The exposure profile across the industry
Distribution of priority occupations in this industry across the four ILO 2025 exposure gradients. Hand-built bar chart, no third-party chart library.
Most-exposed roles in this industry
- Customer Service Representatives (Very High)
- Administrative Assistants (Very High)
- Bookkeeping, Accounting, and Auditing Clerks (Very High)
- Insurance Underwriters (Very High)
- Accountants and Auditors (High)
Least-exposed roles in this industry
- Software Developers (Moderate)
- Project Management Specialists (Moderate)
- Data Scientists (Moderate)
- Human Resources Specialists (Moderate)
- Accountants and Auditors (High)
What is growing in this industry
BLS Employment Projections 2024-2034 shows finance and insurance employment growing slowly, with overall industry employment up modestly while routine clerical occupations (bookkeeping, underwriting, administrative support) decline (BLS Industry-at-a-Glance: Finance and Insurance).

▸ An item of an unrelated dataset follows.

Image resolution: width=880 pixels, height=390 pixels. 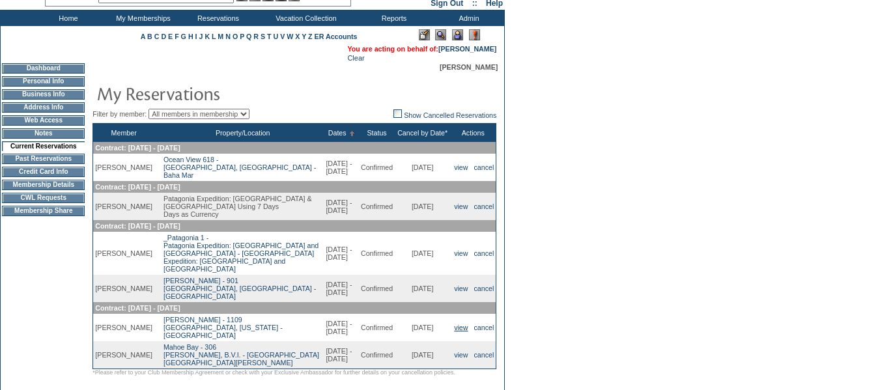 What do you see at coordinates (235, 36) in the screenshot?
I see `a: O` at bounding box center [235, 36].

WEF 2025 names AI and big data, analytical thinking, and technological literacy among the fastest-growing skills for finance occupations. The skills shift inside finance is the steepest of any non-tech industry.

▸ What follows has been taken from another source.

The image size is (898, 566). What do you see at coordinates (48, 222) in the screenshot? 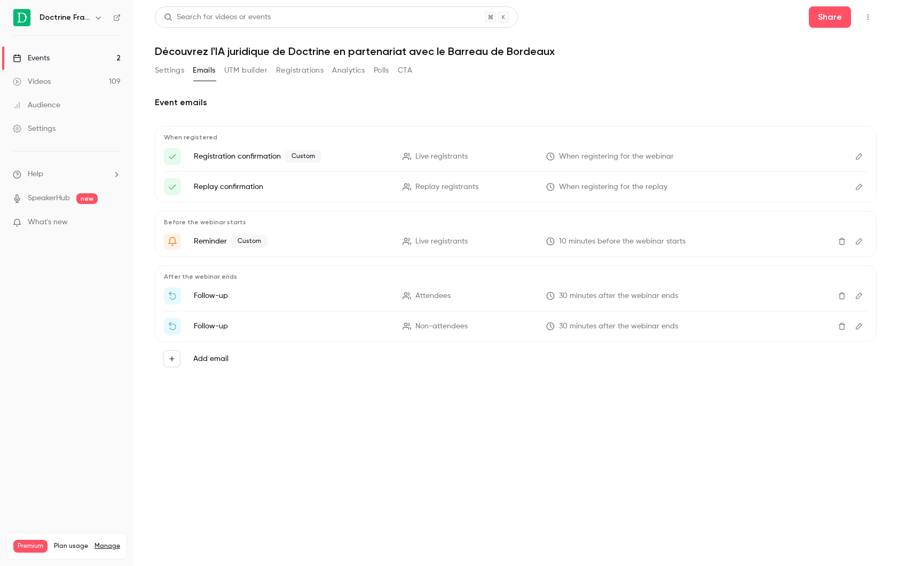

How to think about this industry's transition
Finance is the industry where the exposure-displacement distinction matters most. Routine work (bookkeeping, transaction processing, standard underwriting) is heavily exposed and BLS projects employment decline. Higher-judgement work (financial analysis, advisory, complex underwriting, audit) is exposed but shows employment growth.
The net workforce shift inside finance is from clerical to advisory across the next decade. CHROs in finance face the steepest reskilling investment of any non-tech industry per WEF 2025.
How this assessment was made
The exposure profile is the ILO 2025 refined index applied across the priority-occupation set. The growth notes use BLS Industry-at-a-Glance and BLS Employment Projections 2024-2034 plus WEF Future of Jobs Report 2025. The full methodology is at /methodology/.